If India is to make a substantial dent in the global medical devices market, much must be done to provide the growth impetus.

  • Indian medical devices export was ₹19,803 crore (US$ 2.40 billion) in 2022 and is expected to rise to US$10 billion by 2025 (IBEF). The Indian Government formed the Export Promotion Council for Medical Devices (EPC-MD) under the Department of Pharmaceuticals in 2023. This body must be strengthened to address the MedTech industry’s export issues adequately. EPC-MD has the potential to drive international growth and must be empowered and fast-paced.
  • Quality standardisation and rationalisation – There is a need to bring in rationalisation and ensure that Indian standards like ICMED enjoy the same respect, credibility, and acceptance as international standards like ISO, FDA, CE, MDR and AIMD. Without an ‘at-par’ status, Indian exporters will continue to grapple with export bottlenecks.
  • The Government’s decision last year to allow refurbished medical devices contravenes the National Medical Device Policy 2023. It opens the ground for the large-scale dumping of older technology and electronic waste from other countries and is against the spirit of Atma Nirbhar Bharat. This decision needs to be reversed.
  • The Government is the largest buyer of medical device companies. India’s Government procurement policy seems to favour imported devices, and the current trend highlights more imports than procurements from domestic players. The existing policy for purchase preference for Made in India products is ineffective.
  • Inverted duty structure remains a long-standing woe of the medical devices segment, with raw materials being taxed more than finished imported products. This makes manufacturing in India an unviable option, and should therefore be corrected.

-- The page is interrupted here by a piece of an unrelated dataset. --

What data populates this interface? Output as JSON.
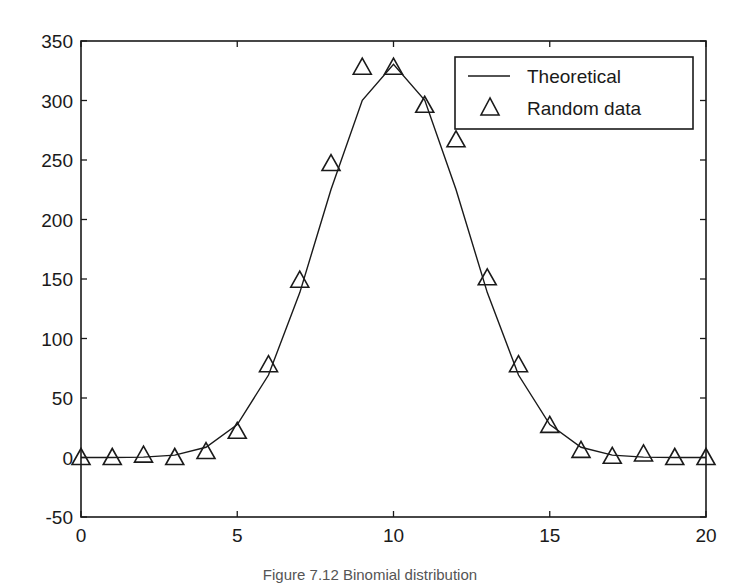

There are numerous other issues, concerns, and attention areas that we have highlighted to the Government from time to time – insufficient raw material & supplies, access to clinical trial samples, and the limited effectiveness of the PLI scheme since it does not cater to the relatively less significant players. For India to shine on the global MedTech map, the Government must address these concern areas on a war footing.

India is the global Centre for frugal medical device engineering. Most technological products and innovations originate from a well-developed ecosystem, and the US, Europe, and Japan collectively account for roughly 85 per cent of the approximately $220 billion in revenues. There is an urgent need for G2G and P2G interactions and interfaces to transfer relevant technologies to India (as is happening in defence productions).